The Ohio State University will be offering a course on “critical animal studies” this fall to explore how societal structures “facilitate and underpin animal subjection in its various levels and forms.”

Tobias Linne, a Swedish professor who has built something of a career in the field at Lund University, will be visiting OSU this fall to teach the course, in which students will learn how “speciesism” corresponds with racism and sexism.

“What is speciesism and how does it interact with racism and sexism?” an advertisement for the course obtained by Campus Reform asks. “How can feminist insights about oppression be used to call attention to the inequities of power between humans and animals?
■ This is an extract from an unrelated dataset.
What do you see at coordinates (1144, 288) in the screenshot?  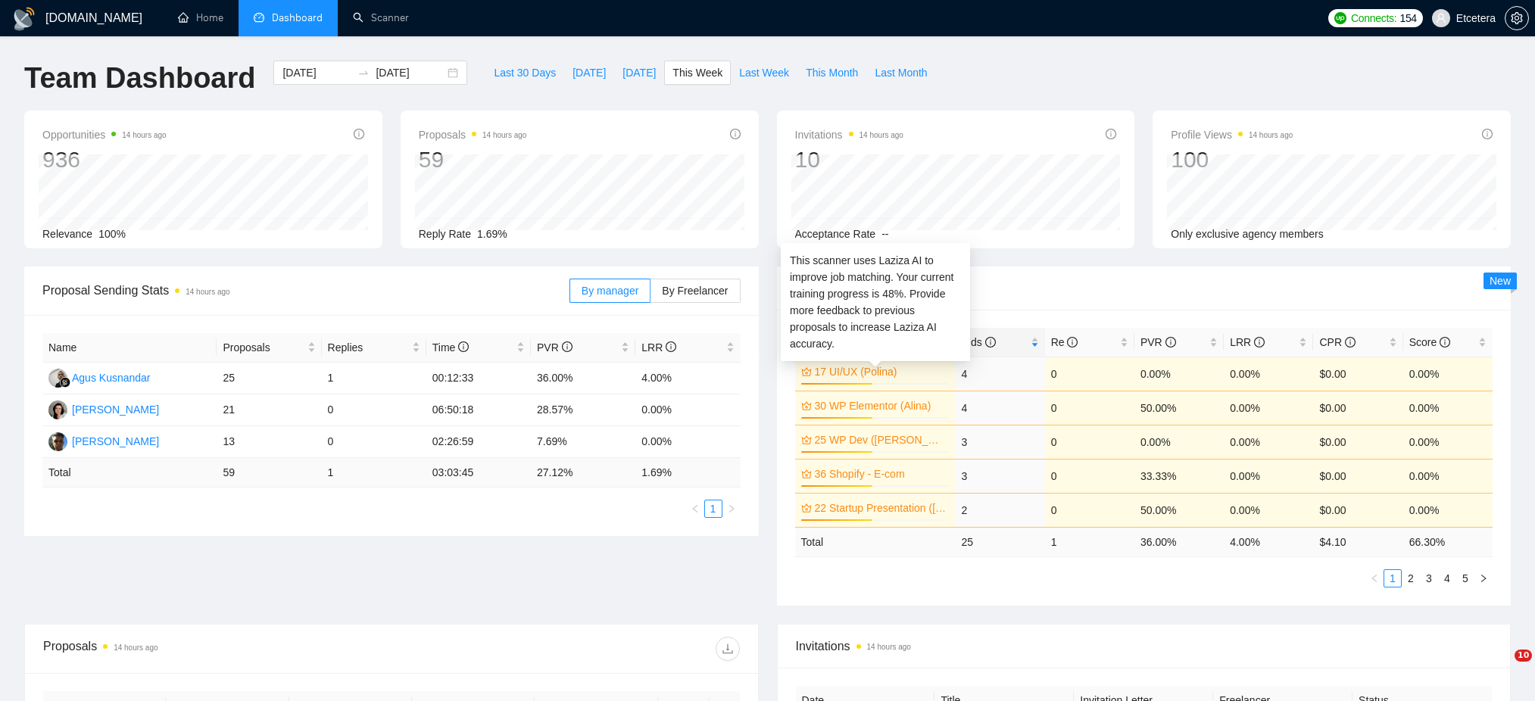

What place do animals have in struggles of social justice?”

Linne will teach the course in OSU’s Department of Women’s, Gender, and Sexuality Studies, which did not respond to inquiries from Campus Reform.

An online description for the course Linne developed at Lund, though, calls it “an introduction and an orientation to the burgeoning, multi-disciplinary field of critical animal studies.”
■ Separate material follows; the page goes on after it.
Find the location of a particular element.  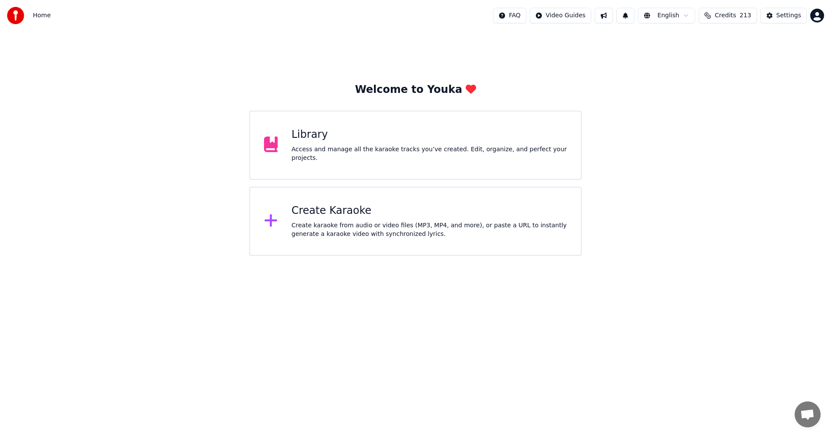

div: Create Karaoke is located at coordinates (429, 211).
“While CAS’s focus is very much on the topic of the animal specifically, the way in which it integrates a pursuit to uncover the way in which power manifests and frames our relations, into scholarly inquiry, could be considered akin to what distinguishes the approaches taken by other ‘critical fields’ such as gender or post-colonial studies, to name a few,” an accompanying overview states. “This means that one key aspect of CAS is a holistic understanding of the commonality of oppressions, such that speciesism, sexism, ableism, statism, classism, militarism, and other hierarchical ideologies and institutions are viewed as part of a larger interlocking global system of domination.”

Students enrolled in the bi-weekly course will receive three credits upon successful completion, though the course does not appear to count toward any general education requirements.